Henry St. Germain, D.M.D., is one of four faculty members who will receive UNMC’s Outstanding Teacher Award Thursday, April 11 at 4 p.m. during the Annual Faculty meeting in the Eppley Science Hall Amphitheater. Dr. St. Germain is the first recipient to be profiled this week in UNMC Today.
Long before designer braces came into style, Henry St. Germain, D.M.D., was using jewelry-making skills to restore people’s smiles.
The foundation for Dr. St. Germain’s dental career was his father’s jewelry and watch-making business. It would have been his business, too, had his parents not encouraged him to take craftsmanship to the next level and enter dental school.
“It’s not like we’re making jewelry in the mouth, but there’re some similar skills involved,” said Dr. St. Germain, associate professor and chairman of the adult restorative dentistry department.
Not long after graduating from Tufts University’s dental school in 1975, he joined the Navy and was inspired by a long line of mentors to start a teaching career in the service. Believing it would lead to advanced teaching positions in the Navy, he earned his master’s degree in operative dentistry from Indiana University in 1983. Then, Dr. St. Germain’s teaching career began and he worked his way through various operative dentistry teaching positions in the Navy.
“I concede that most of my students are very intelligent,” Dr. St. Germain said. “However, I have more experience, so that puts me in the ideal situation to be the teacher.”
It’s this humility that makes Dr. St. Germain’s teaching effective. Student nominators praised him for his ability to take dry, complex topics and make them understandable and interesting.
“If I can understand it, they can, too,” he said. “I relate situations I’ve had with patients and make them relevant to what they’re doing.”
After spending 20 years of dental practice and teaching in the Navy and achieving the rank of captain, Dr. St. Germain joined UNMC’s faculty in 1995.
“At UNMC there’s a high quality of students who are hard-working and motivated. I looked at other schools and didn’t sense that was there,” he said. “The students here have the work ethic built in, it’s something I don’t have to teach them.”
He started as the director of operative dentistry and steadily moved up the ranks, being named chairman of the adult restorative dentistry department in 1997. The department is the largest in the College of Dentistry and is responsible for nearly 60 percent of the four-year dental student’s curriculum.
In addition to his administrative duties, Dr. St. Germain maintains a private practice one day a week, mentors one student research project every year and actually increased his teaching responsibilities since his appointment as chairman.
In response to Dr. St. Germain’s workload, one nominator said: “The number of issues related to personnel, budget and student concerns, plus the administrative tasks assigned by his superiors, provide countless distractions to teaching.
However, his enthusiasm for teaching and dedication to students have never diminished.
Lessening his coursework wasn’t even an option for Dr. St. Germain.
“If I didn’t have time to teach, I probably wouldn’t want to be in education,” he said. “It’s almost too much at times but you know what motivates me? It’s the students.”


Task to complete:
Please copy the data shown below, word for word.

Dataset excerpts:
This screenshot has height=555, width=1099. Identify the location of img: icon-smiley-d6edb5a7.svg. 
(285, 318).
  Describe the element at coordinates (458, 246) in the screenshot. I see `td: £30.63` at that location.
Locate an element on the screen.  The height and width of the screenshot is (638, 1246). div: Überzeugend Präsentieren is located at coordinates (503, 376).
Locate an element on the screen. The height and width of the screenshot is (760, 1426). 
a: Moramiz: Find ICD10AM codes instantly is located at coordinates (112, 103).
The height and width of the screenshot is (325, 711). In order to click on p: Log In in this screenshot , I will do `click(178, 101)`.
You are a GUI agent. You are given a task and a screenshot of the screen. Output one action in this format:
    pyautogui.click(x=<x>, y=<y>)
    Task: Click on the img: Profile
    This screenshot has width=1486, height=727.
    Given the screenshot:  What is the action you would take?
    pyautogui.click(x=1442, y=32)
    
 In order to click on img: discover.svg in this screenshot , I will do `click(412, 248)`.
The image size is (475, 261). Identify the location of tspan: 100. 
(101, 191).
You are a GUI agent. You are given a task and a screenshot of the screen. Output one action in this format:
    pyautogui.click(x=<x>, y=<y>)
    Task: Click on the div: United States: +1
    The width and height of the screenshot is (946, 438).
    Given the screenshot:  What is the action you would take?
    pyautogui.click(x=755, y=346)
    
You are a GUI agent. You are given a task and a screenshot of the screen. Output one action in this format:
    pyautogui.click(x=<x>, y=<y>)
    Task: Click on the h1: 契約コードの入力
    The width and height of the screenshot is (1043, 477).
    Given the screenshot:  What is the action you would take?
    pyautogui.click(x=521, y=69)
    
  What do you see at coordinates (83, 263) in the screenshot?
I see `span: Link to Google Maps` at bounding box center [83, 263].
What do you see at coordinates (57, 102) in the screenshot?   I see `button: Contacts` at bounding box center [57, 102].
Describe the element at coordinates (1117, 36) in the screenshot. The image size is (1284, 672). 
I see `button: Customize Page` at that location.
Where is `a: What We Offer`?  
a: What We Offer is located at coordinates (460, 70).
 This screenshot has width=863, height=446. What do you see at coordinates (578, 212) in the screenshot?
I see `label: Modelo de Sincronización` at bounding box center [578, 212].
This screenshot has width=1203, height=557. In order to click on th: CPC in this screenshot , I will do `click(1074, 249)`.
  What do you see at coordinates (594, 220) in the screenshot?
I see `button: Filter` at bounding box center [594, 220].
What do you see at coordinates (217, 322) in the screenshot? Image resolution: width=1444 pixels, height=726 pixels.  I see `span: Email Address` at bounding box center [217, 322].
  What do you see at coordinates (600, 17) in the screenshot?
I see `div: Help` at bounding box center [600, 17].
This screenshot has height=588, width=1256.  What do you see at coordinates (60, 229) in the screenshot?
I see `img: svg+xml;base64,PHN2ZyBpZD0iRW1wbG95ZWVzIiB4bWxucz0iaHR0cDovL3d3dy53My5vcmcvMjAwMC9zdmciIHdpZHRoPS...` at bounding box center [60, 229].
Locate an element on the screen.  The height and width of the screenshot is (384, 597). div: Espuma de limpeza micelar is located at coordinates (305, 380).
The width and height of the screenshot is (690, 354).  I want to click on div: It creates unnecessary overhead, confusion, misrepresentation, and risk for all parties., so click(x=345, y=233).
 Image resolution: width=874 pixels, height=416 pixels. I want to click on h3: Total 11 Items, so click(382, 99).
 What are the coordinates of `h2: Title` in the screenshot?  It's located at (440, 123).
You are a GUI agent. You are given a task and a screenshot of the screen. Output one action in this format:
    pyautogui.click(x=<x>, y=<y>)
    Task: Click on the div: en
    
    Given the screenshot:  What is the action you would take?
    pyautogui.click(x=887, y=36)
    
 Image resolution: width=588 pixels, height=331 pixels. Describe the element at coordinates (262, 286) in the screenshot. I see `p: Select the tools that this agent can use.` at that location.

Expected answer:
This screenshot has height=555, width=1099. Identify the location of img: icon-smiley-d6edb5a7.svg. 
(285, 318).
  Describe the element at coordinates (458, 246) in the screenshot. I see `td: £30.63` at that location.
Locate an element on the screen.  The height and width of the screenshot is (638, 1246). div: Überzeugend Präsentieren is located at coordinates (503, 376).
Locate an element on the screen. The height and width of the screenshot is (760, 1426). 
a: Moramiz: Find ICD10AM codes instantly is located at coordinates (112, 103).
The height and width of the screenshot is (325, 711). In order to click on p: Log In in this screenshot , I will do `click(178, 101)`.
You are a GUI agent. You are given a task and a screenshot of the screen. Output one action in this format:
    pyautogui.click(x=<x>, y=<y>)
    Task: Click on the img: Profile
    This screenshot has width=1486, height=727.
    Given the screenshot:  What is the action you would take?
    pyautogui.click(x=1442, y=32)
    
 In order to click on img: discover.svg in this screenshot , I will do `click(412, 248)`.
The image size is (475, 261). Identify the location of tspan: 100. 
(101, 191).
You are a GUI agent. You are given a task and a screenshot of the screen. Output one action in this format:
    pyautogui.click(x=<x>, y=<y>)
    Task: Click on the div: United States: +1
    The width and height of the screenshot is (946, 438).
    Given the screenshot:  What is the action you would take?
    pyautogui.click(x=755, y=346)
    
You are a GUI agent. You are given a task and a screenshot of the screen. Output one action in this format:
    pyautogui.click(x=<x>, y=<y>)
    Task: Click on the h1: 契約コードの入力
    The width and height of the screenshot is (1043, 477).
    Given the screenshot:  What is the action you would take?
    pyautogui.click(x=521, y=69)
    
  What do you see at coordinates (83, 263) in the screenshot?
I see `span: Link to Google Maps` at bounding box center [83, 263].
What do you see at coordinates (57, 102) in the screenshot?   I see `button: Contacts` at bounding box center [57, 102].
Describe the element at coordinates (1117, 36) in the screenshot. The image size is (1284, 672). 
I see `button: Customize Page` at that location.
Where is `a: What We Offer`?  
a: What We Offer is located at coordinates (460, 70).
 This screenshot has width=863, height=446. What do you see at coordinates (578, 212) in the screenshot?
I see `label: Modelo de Sincronización` at bounding box center [578, 212].
This screenshot has width=1203, height=557. In order to click on th: CPC in this screenshot , I will do `click(1074, 249)`.
  What do you see at coordinates (594, 220) in the screenshot?
I see `button: Filter` at bounding box center [594, 220].
What do you see at coordinates (217, 322) in the screenshot? Image resolution: width=1444 pixels, height=726 pixels.  I see `span: Email Address` at bounding box center [217, 322].
  What do you see at coordinates (600, 17) in the screenshot?
I see `div: Help` at bounding box center [600, 17].
This screenshot has height=588, width=1256.  What do you see at coordinates (60, 229) in the screenshot?
I see `img: svg+xml;base64,PHN2ZyBpZD0iRW1wbG95ZWVzIiB4bWxucz0iaHR0cDovL3d3dy53My5vcmcvMjAwMC9zdmciIHdpZHRoPS...` at bounding box center [60, 229].
Locate an element on the screen.  The height and width of the screenshot is (384, 597). div: Espuma de limpeza micelar is located at coordinates (305, 380).
The width and height of the screenshot is (690, 354).  I want to click on div: It creates unnecessary overhead, confusion, misrepresentation, and risk for all parties., so click(x=345, y=233).
 Image resolution: width=874 pixels, height=416 pixels. I want to click on h3: Total 11 Items, so click(382, 99).
 What are the coordinates of `h2: Title` in the screenshot?  It's located at (440, 123).
You are a GUI agent. You are given a task and a screenshot of the screen. Output one action in this format:
    pyautogui.click(x=<x>, y=<y>)
    Task: Click on the div: en
    
    Given the screenshot:  What is the action you would take?
    pyautogui.click(x=887, y=36)
    
 Image resolution: width=588 pixels, height=331 pixels. Describe the element at coordinates (262, 286) in the screenshot. I see `p: Select the tools that this agent can use.` at that location.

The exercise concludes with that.